To understand these trends as well as comparative aircraft costs, this study compares representative aircraft for their operating costs and passenger costs over a range of fuel prices. Operating cost is defined to be the sum of fuel, crew, maintenance, and airport costs. Passenger costs include travel time costs (flying time differences and schedule penalties) and the perceived disutility of flying on turboprops (relative to jets). By combining passenger and operating costs in a single function, this study takes a total logistics cost approach. This allows vehicles with different cost structures and service attributes to be compared. This study will perform these comparisons over wide ranges of distances and fuel prices to identify the combinations of values at which the different aircraft models can serve segment distances with the lowest cost.

Section snippets

Model formulation

Let the total logistics cost per passenger to serve a segment with aircraft type i be Li (f, p, d, q, ), where f is fuel price, p is a vector of other input prices, d is segment distance, q is passenger flow per day, and is load factor—the fraction of aircraft seats occupied by passengers.

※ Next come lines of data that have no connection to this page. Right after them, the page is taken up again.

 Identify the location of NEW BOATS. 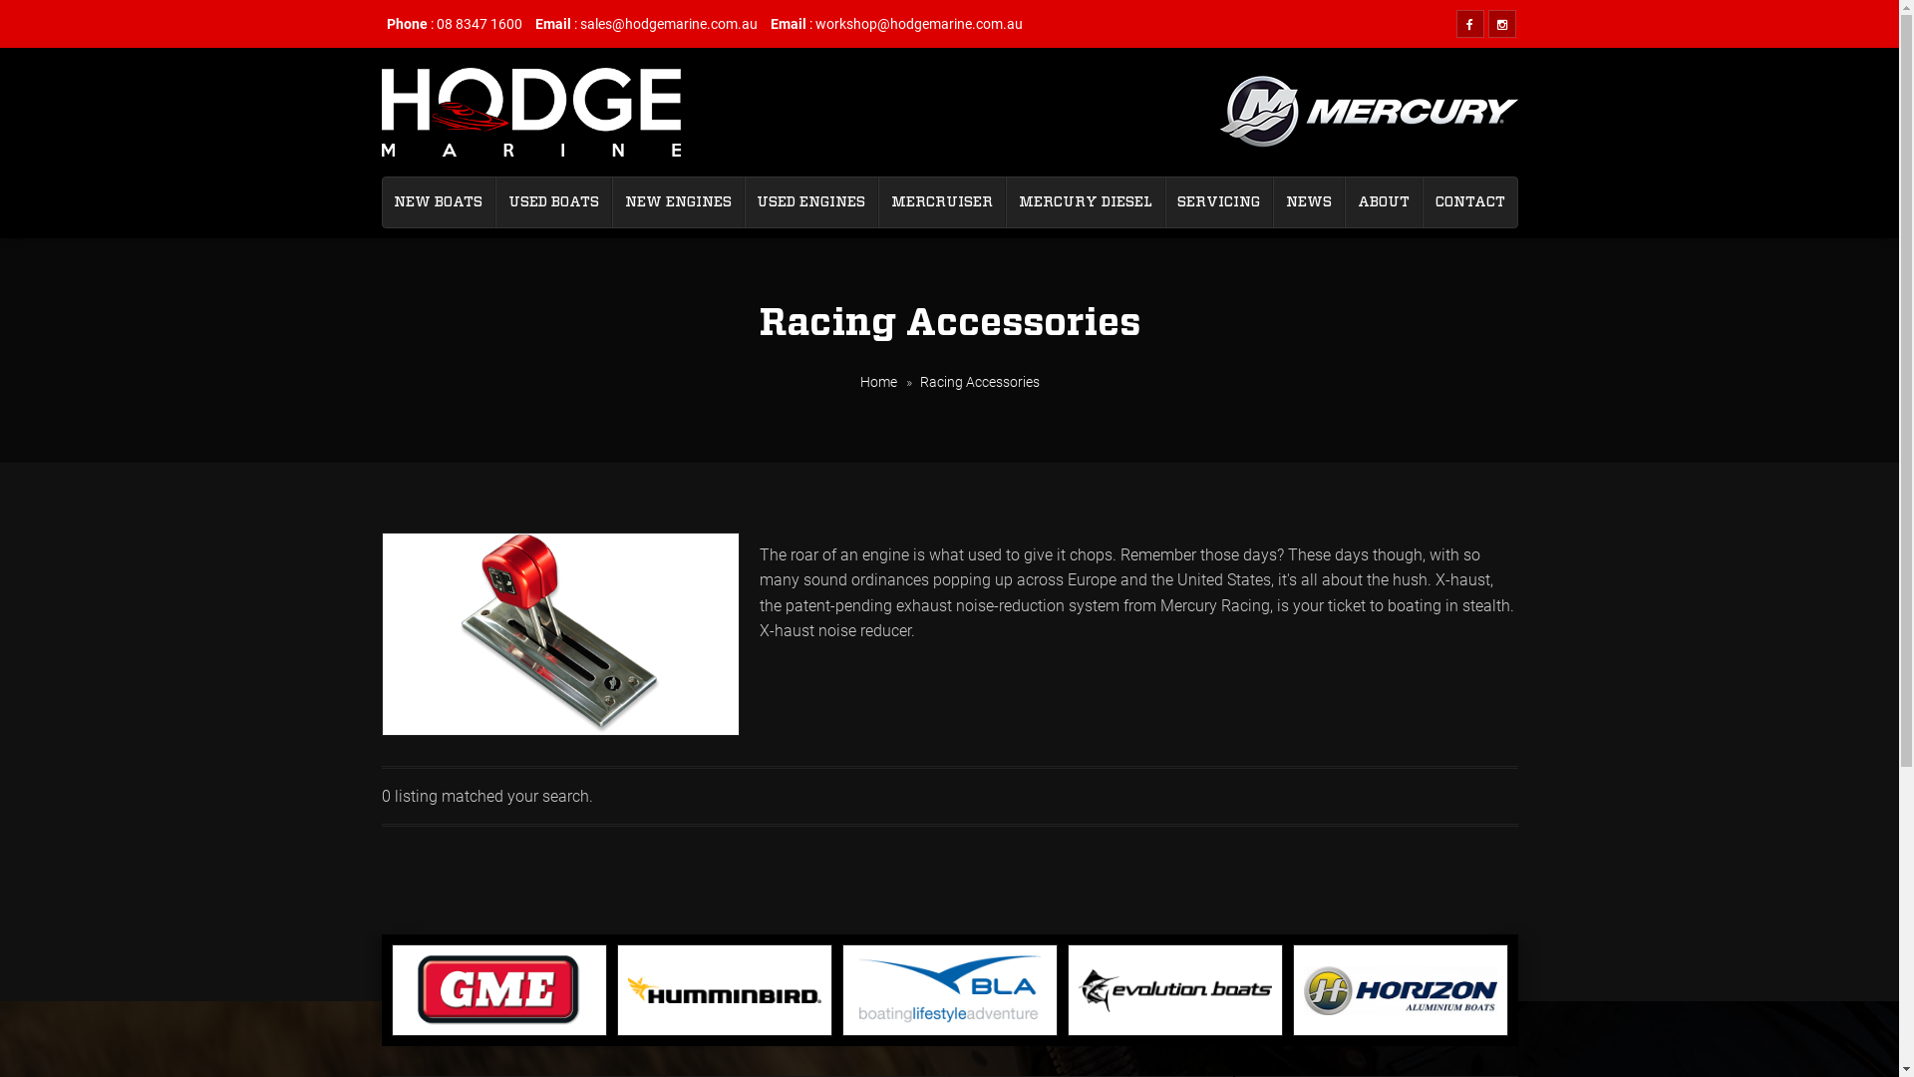
(439, 202).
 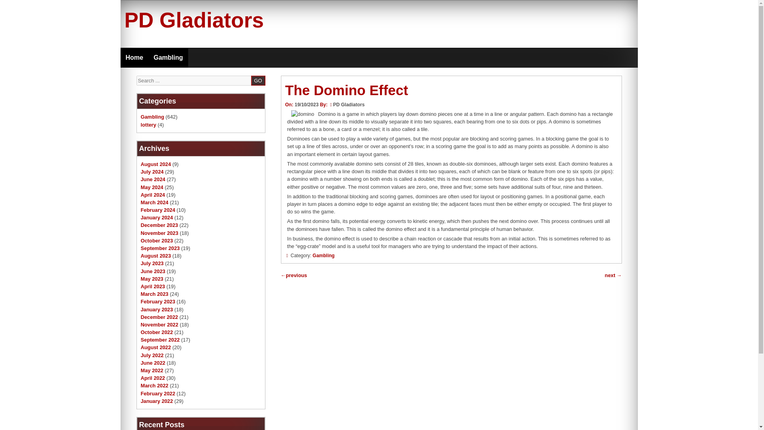 What do you see at coordinates (258, 80) in the screenshot?
I see `GO` at bounding box center [258, 80].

While p is clearly an essential argument of the logistics cost function, our interest here is the variation of cost with f assuming other factor prices are fixed at present-day levels. Values for some of these

Aircraft operating cost model

To determine how short haul fleet mixes might be configured in response to changing fuel costs, we consider three aircraft categories: turboprop, regional jet, and narrow body aircraft. Specific aircraft are chosen to represent the three categories on the basis of their large presence in the market and the availability of data. Details of these aircraft are shown below in Table 1. All details are for a representative configuration.

Passenger cost model

We now consider the passenger cost component of the total logistics function, P. The cost of flying time for each aircraft type is the flying time function multiplied by a passenger value of time, in pt in Eq. (10), to produce a cost per time-passenger. The willingness to pay not to travel on a turboprop, U, incorporates the perceived negatives of flying on a turboprop, including increased passenger noise and potential safety concerns. Estimates for the passenger disutility of traveling on a

Conclusions

This analysis shows that the determination of minimum cost aircraft operations over distances of 1000 miles or less is highly sensitive to fuel prices and passenger costs. The results of this study show that the popularity of regional jets is due to their relatively low passenger costs when compared with turboprops, and the popularity of narrow body jets is due to their ability to balance operating and passenger costs when fuel prices are below those commonly seen during the study period. We

Acknowledgments

The authors would like to thank two anonymous reviewers for their valuable feedback and the University of California Transportation Center for funding support.